On-premise or cloud: how to decide when both are reasonable
A practical approach to choosing between local infrastructure and the cloud for companies that do not have an obvious answer.
The debate between "cloud or not cloud" often turns into an ideological argument. One side talks about flexibility and speed, the other about security and control. In practice most companies live somewhere in between: they have both, and new systems need to go somewhere. The right question is not how many servers you have but how fast things can change - and that framing still holds.
I do not believe in a universal answer. But I do have an approach to making this decision for a specific system in a specific situation.
Why there is no universal answer
Cloud and owned infrastructure are optimal for different situations. Neither wins on every dimension.
Cloud wins on speed of start, on the absence of capital expenditure on infrastructure, on elastic scaling. It loses on cost predictability under sustained high load, on vendor dependence, and on the need for reliable connectivity.
Owned infrastructure wins on control, on cost over a long horizon with stable load, on integration with legacy systems. It loses on capital expenditure, on speed of scaling, and on the operational cost of running it.
Most companies already operate in a mixed mode, whether they have named it that way or not.
What to look at for a specific decision
A few practical criteria help.
Nature of the workload. Constant, predictable load is an argument for owned hardware. Variable, seasonal, or unpredictably growing load is an argument for cloud.
Data requirements. Where must data physically reside? Are there regulatory restrictions on storing it abroad? How sensitive is access latency?

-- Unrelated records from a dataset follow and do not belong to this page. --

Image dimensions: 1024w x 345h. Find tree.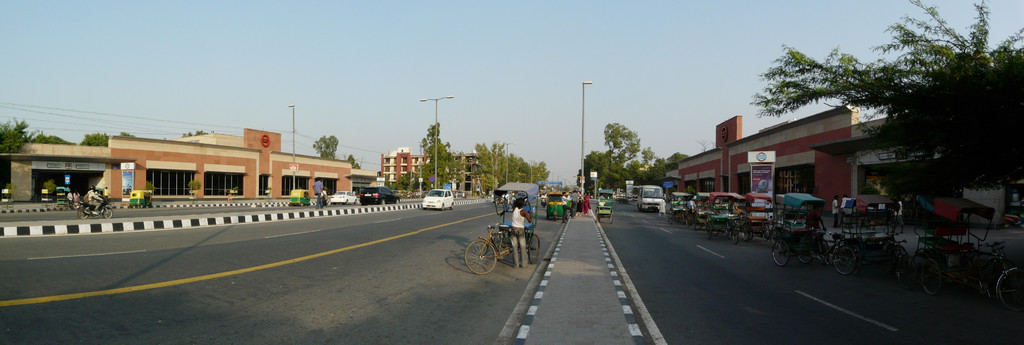
[311,134,343,160].
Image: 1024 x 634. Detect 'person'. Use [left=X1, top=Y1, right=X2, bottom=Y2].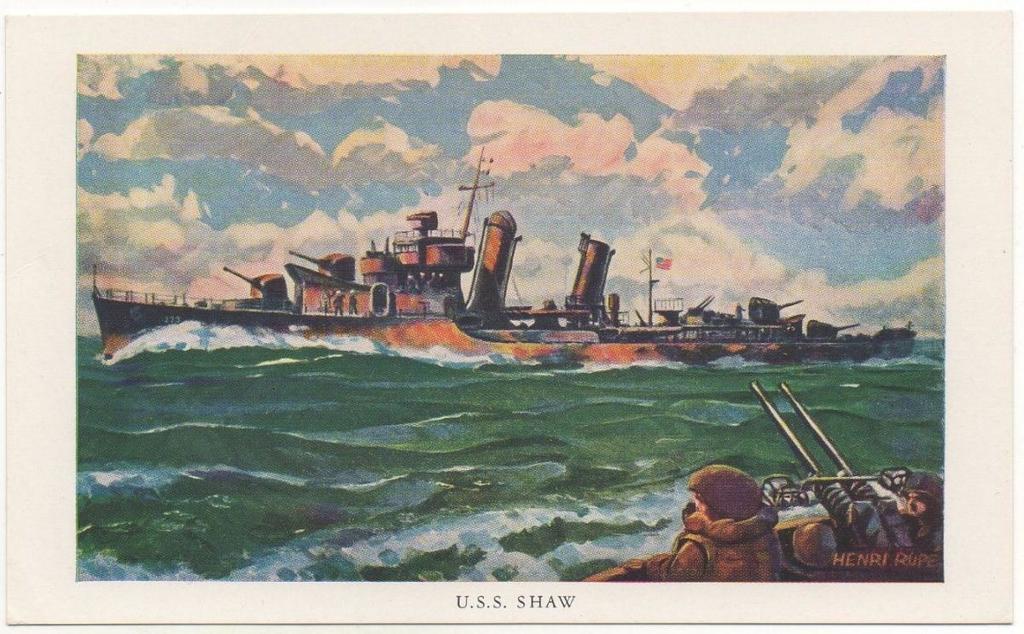
[left=634, top=463, right=790, bottom=585].
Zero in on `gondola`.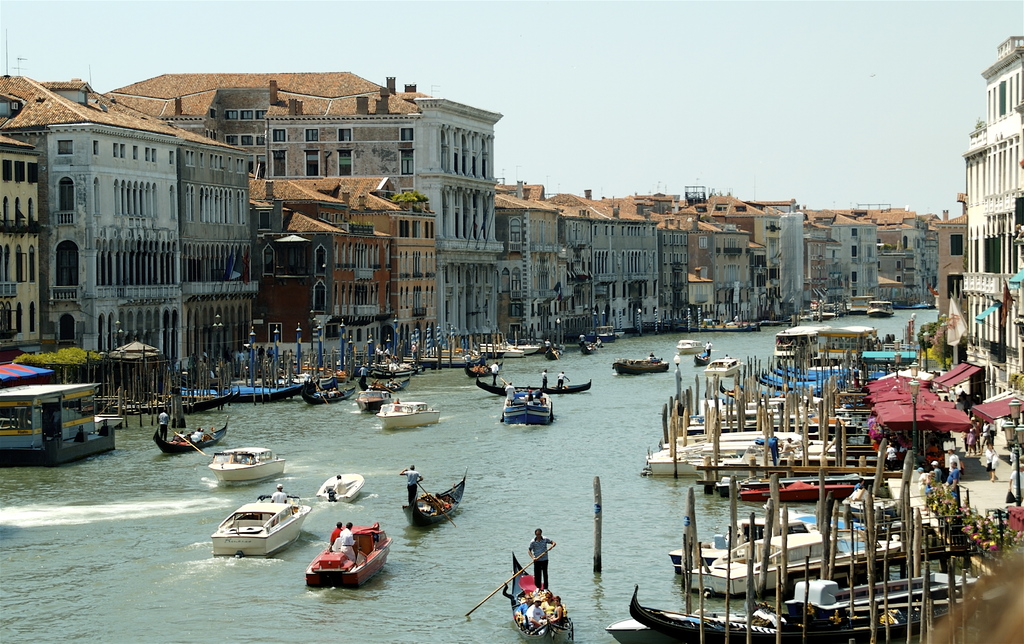
Zeroed in: crop(693, 353, 712, 368).
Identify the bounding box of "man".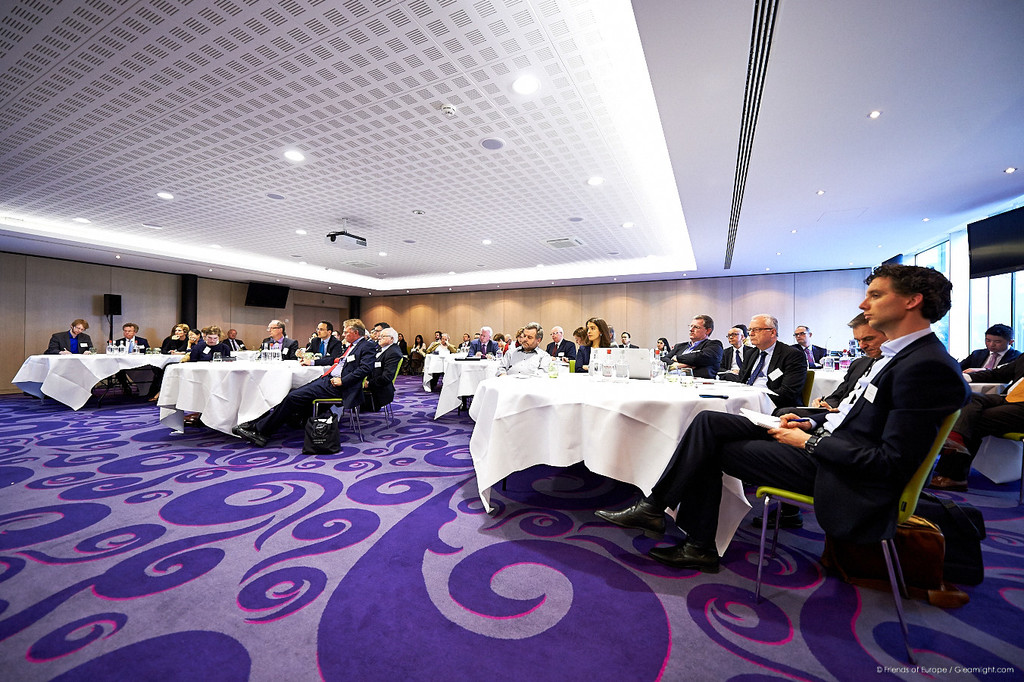
rect(545, 326, 574, 357).
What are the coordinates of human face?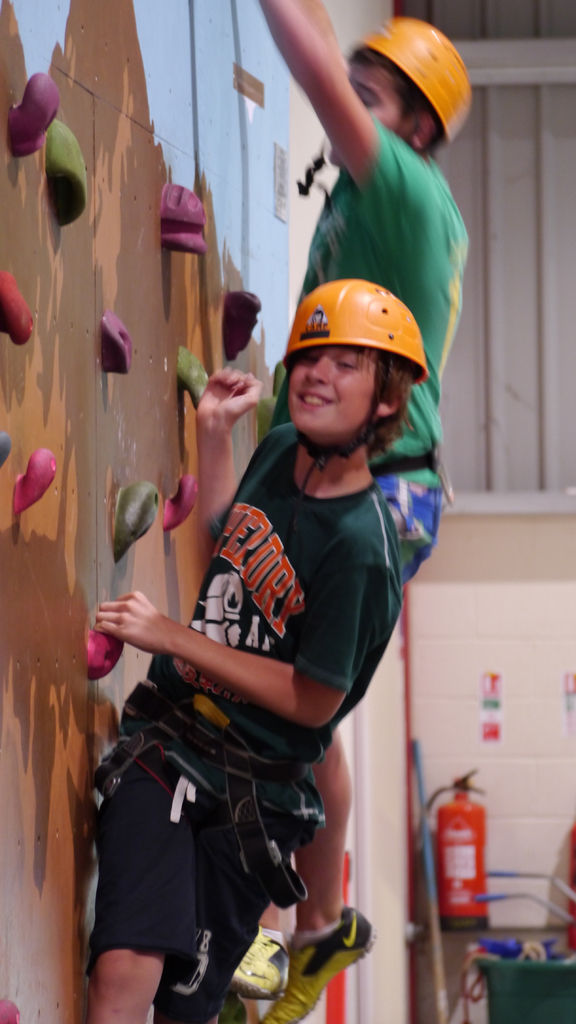
left=326, top=59, right=397, bottom=161.
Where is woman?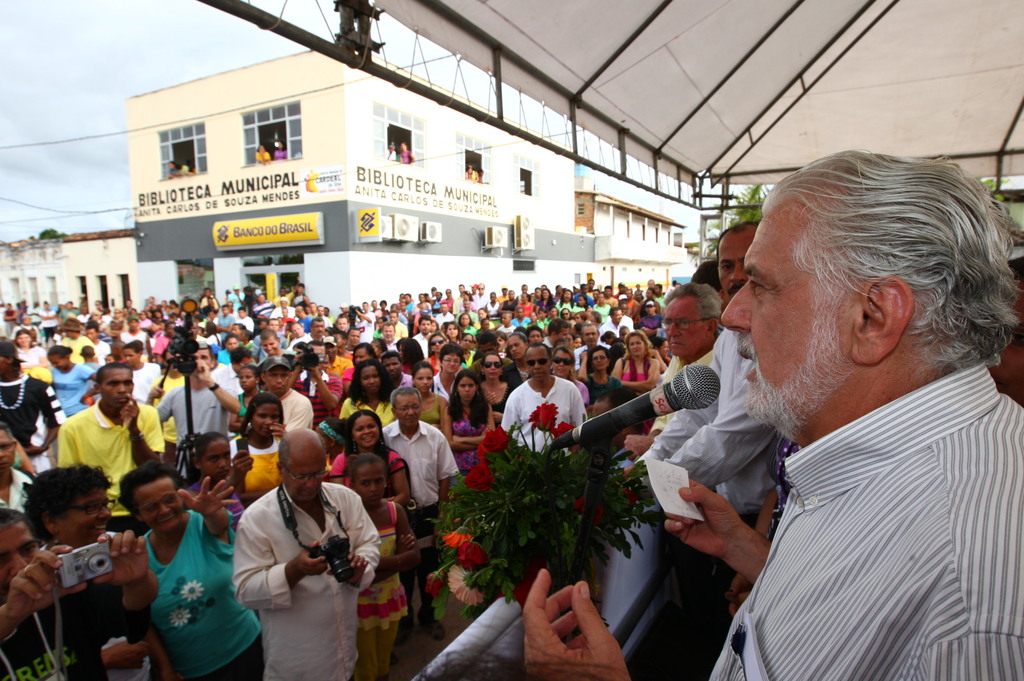
(left=397, top=141, right=415, bottom=165).
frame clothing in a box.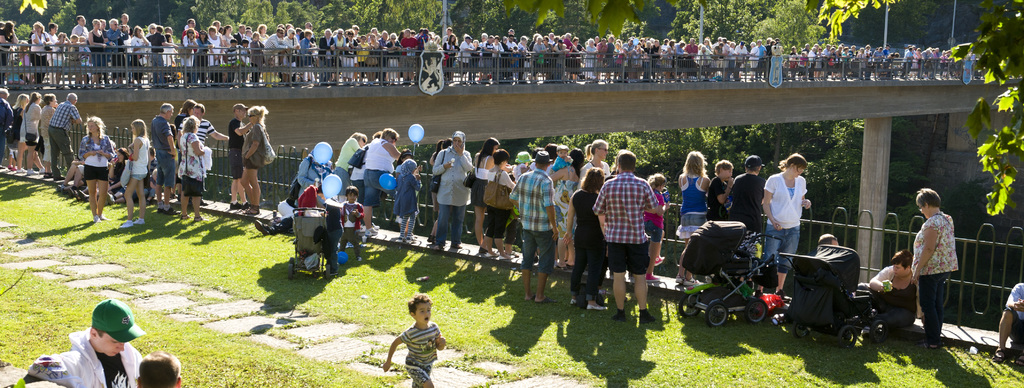
bbox=[727, 169, 768, 255].
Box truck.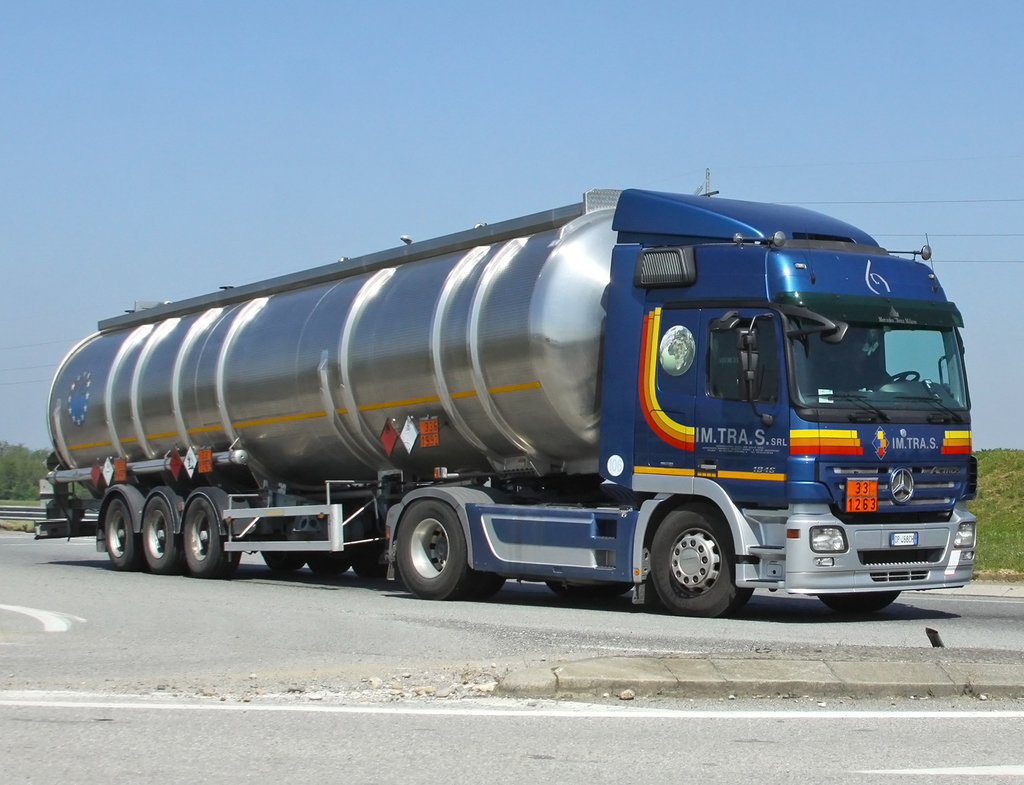
(27,195,982,627).
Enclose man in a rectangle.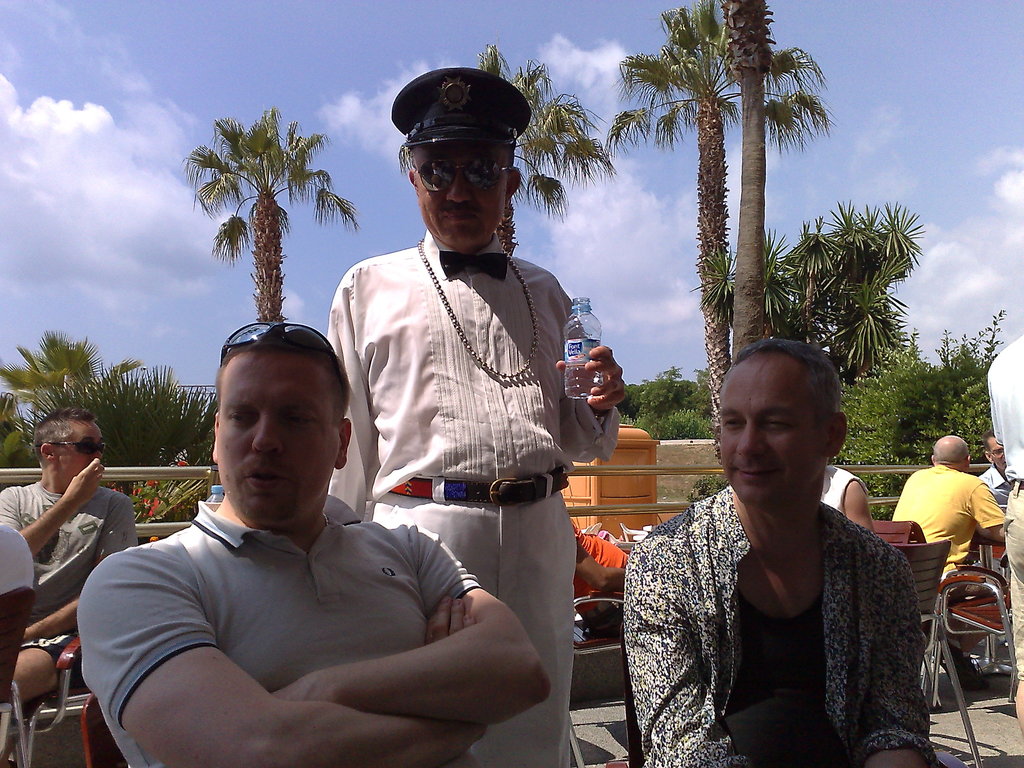
bbox=(969, 432, 1007, 509).
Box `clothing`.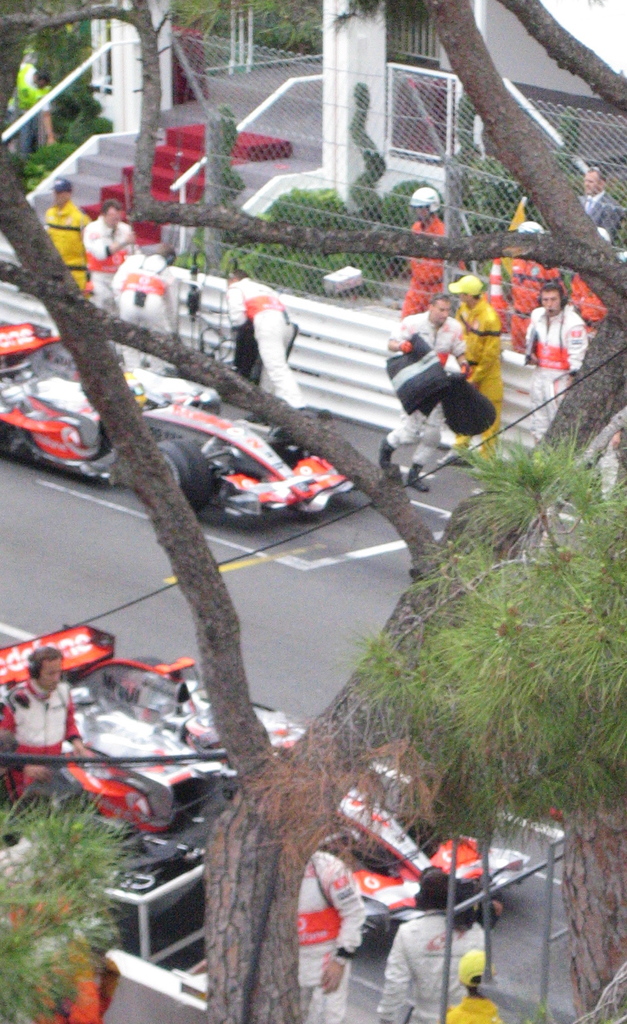
0, 679, 83, 784.
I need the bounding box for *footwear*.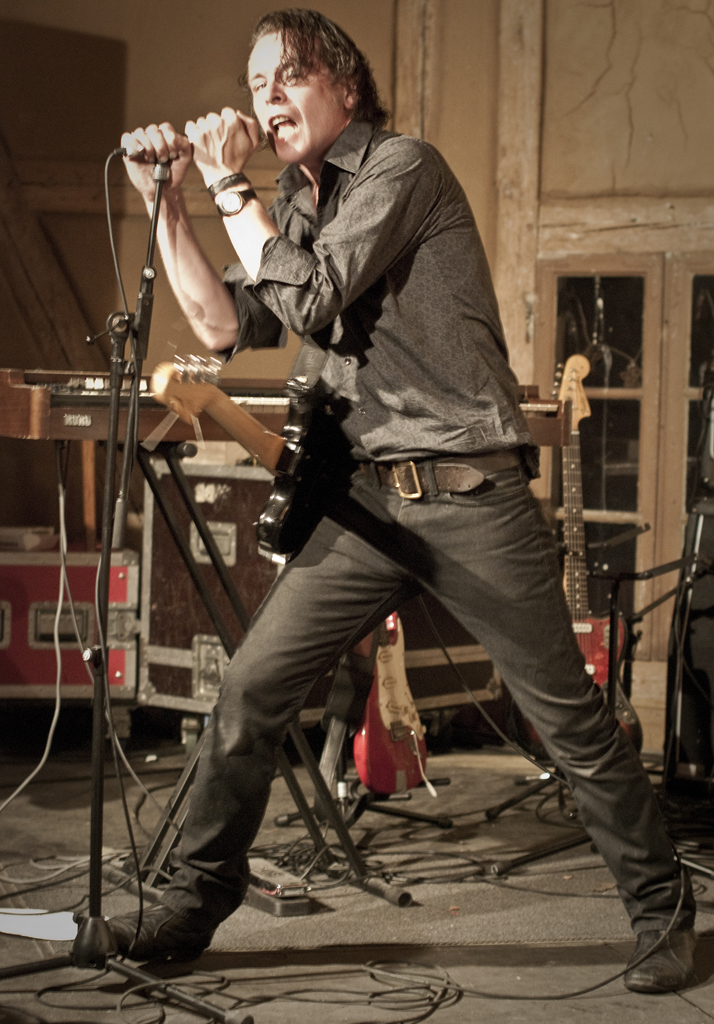
Here it is: left=617, top=911, right=700, bottom=990.
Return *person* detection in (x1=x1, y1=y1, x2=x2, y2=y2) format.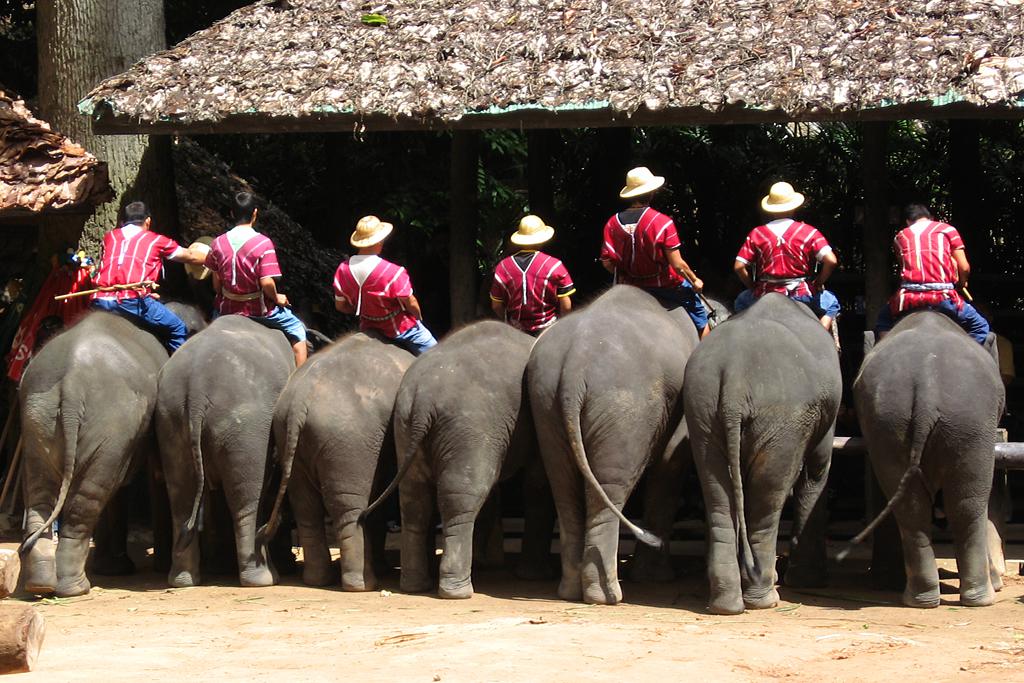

Horizon of the system's life. Three years or less - capital investment in hardware often does not pay back. Five years or more - the economics shift toward owned hosting.
Operational capability. Does the company have a team that knows how to run infrastructure? Or does support fall on one person?
Speed of launch. If you need to go live in three months, cloud is more realistic. If you can wait six months, this becomes a less decisive factor.
Mistakes I see most often
The decision is made at the company level instead of the system level. "We are moving to the cloud" as a policy is a mistake. Different systems have different answers.
Only capital costs or only operational costs are counted. The right calculation looks at total cost of ownership over the system's full lifetime - including people, migration, and support.
The cost of exit is ignored. Moving into the cloud has a switching cost. Leaving the cloud has one too. How hard it will be to change the decision in three years is a question that belongs in the initial analysis, not after signing.
A practical test
Before making a decision for a specific system, I recommend answering six questions:
- What is the expected load and how variable is it?
- What are the requirements for data location and sovereignty?
- What is the planning horizon for the system?
- What is the realistic cost over three years - hardware, people, and migration included?
- Do we have the operational competencies for the chosen option?
- How hard will it be to change course if we get it wrong?
If you answer these honestly, the choice becomes obvious in most cases.